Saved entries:
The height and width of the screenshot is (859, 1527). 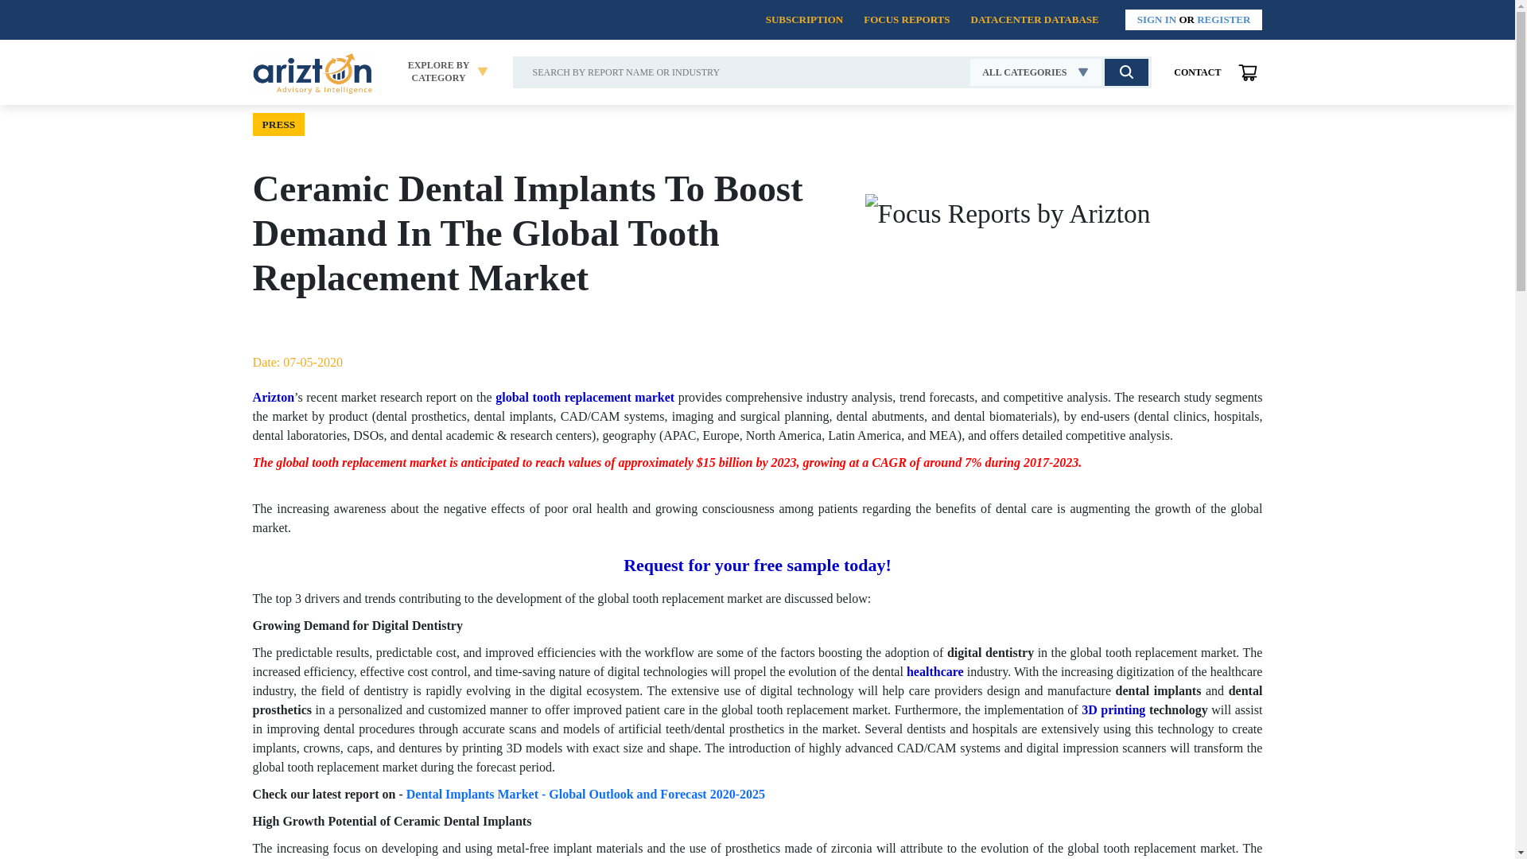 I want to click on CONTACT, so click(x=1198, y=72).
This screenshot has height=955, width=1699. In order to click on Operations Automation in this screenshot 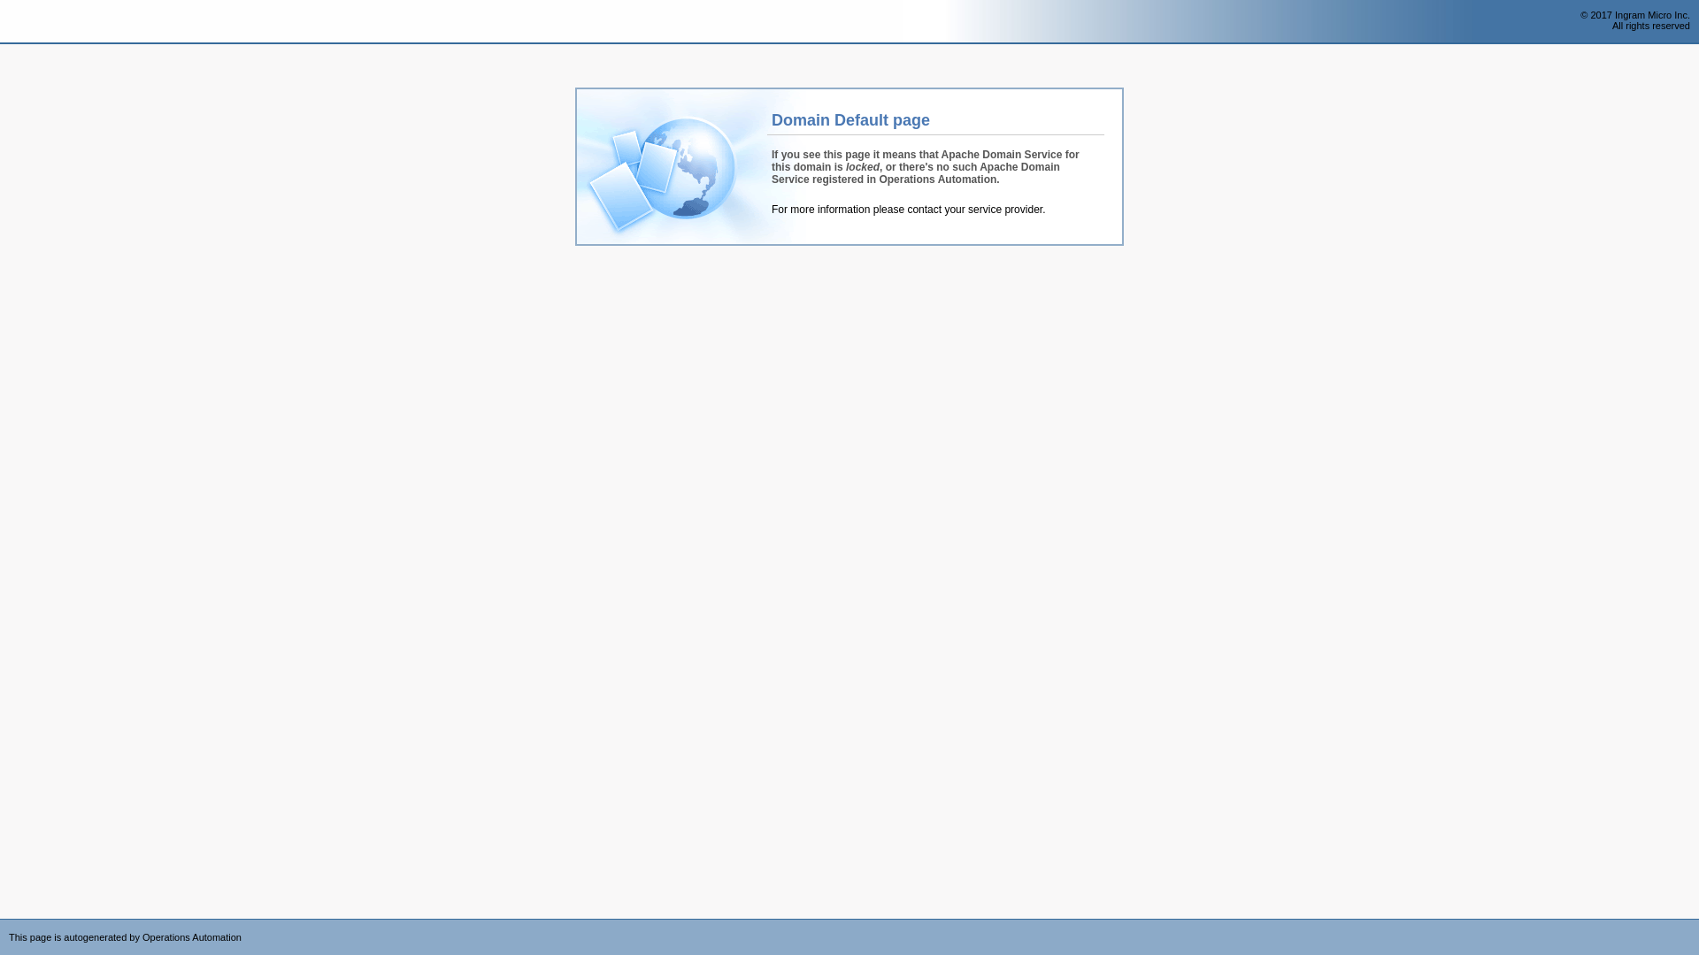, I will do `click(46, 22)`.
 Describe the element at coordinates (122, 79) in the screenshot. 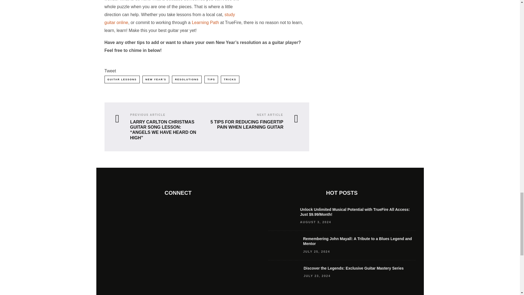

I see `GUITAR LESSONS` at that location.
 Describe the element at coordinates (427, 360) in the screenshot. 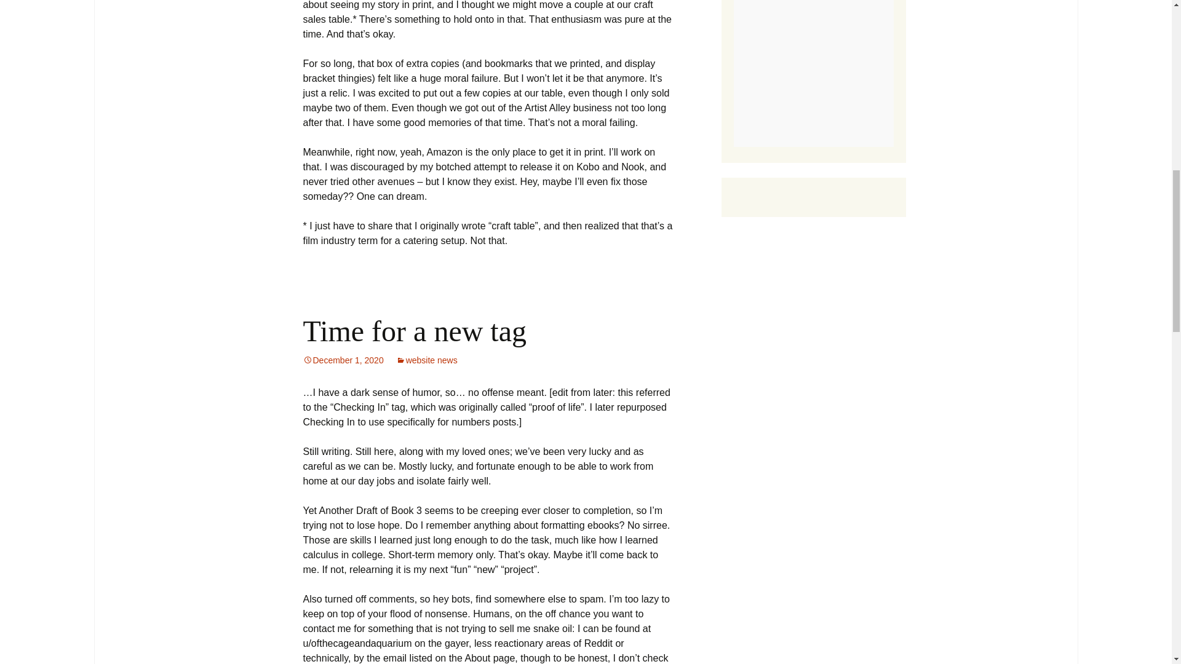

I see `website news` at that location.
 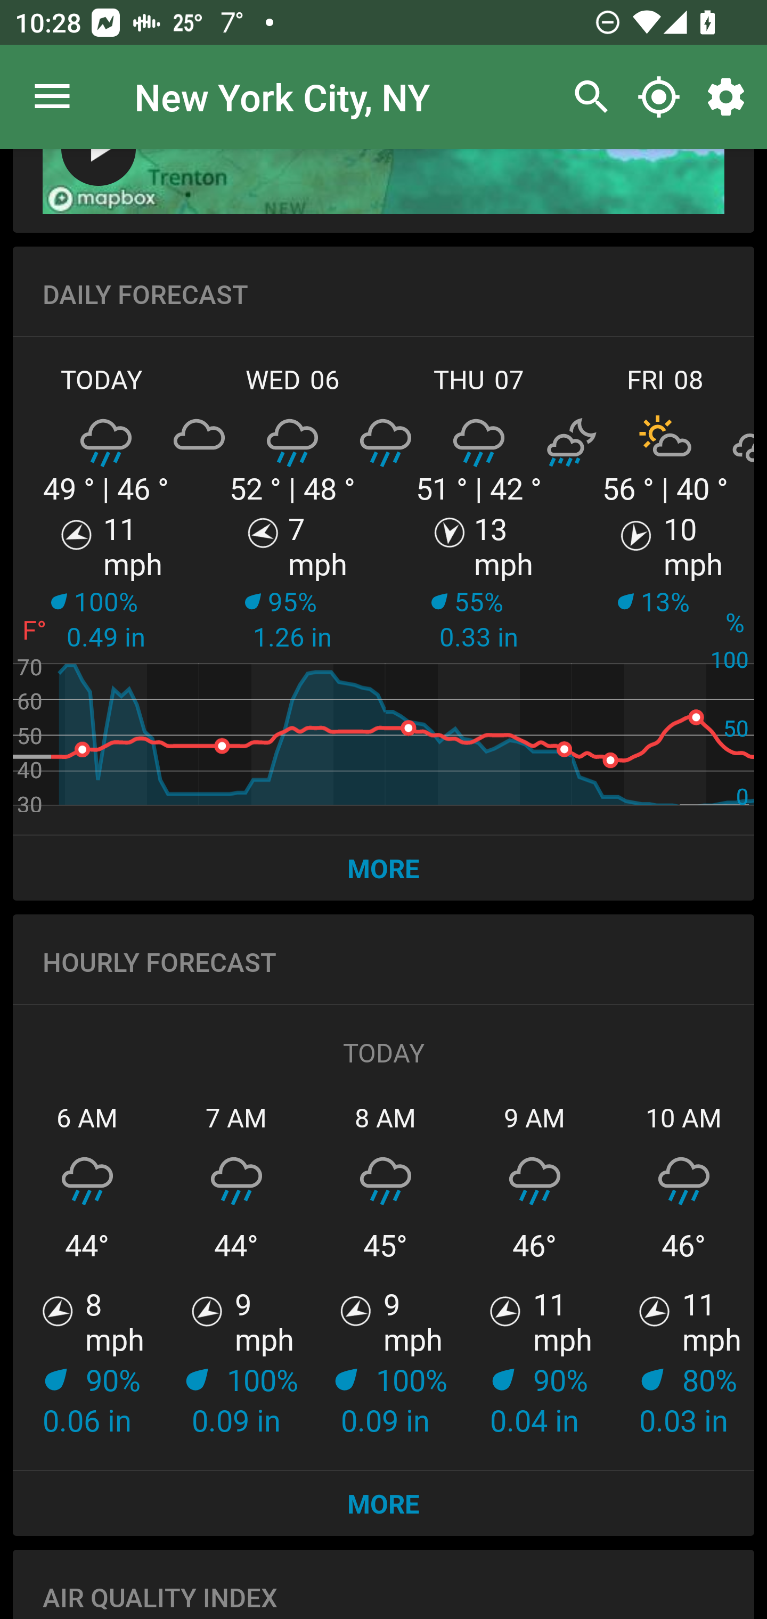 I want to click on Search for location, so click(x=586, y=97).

• Description of the task:
Lines from the one holding "Describe the element at coordinates (122, 79)" down to the last line of the entries above must be retyped exactly, inclusive of both, with no pictures and nothing else.

• Output of the task:
 Describe the element at coordinates (122, 79) in the screenshot. 

I see `GUITAR LESSONS` at that location.
 Describe the element at coordinates (427, 360) in the screenshot. 

I see `website news` at that location.
  I want to click on Search for location, so click(x=586, y=97).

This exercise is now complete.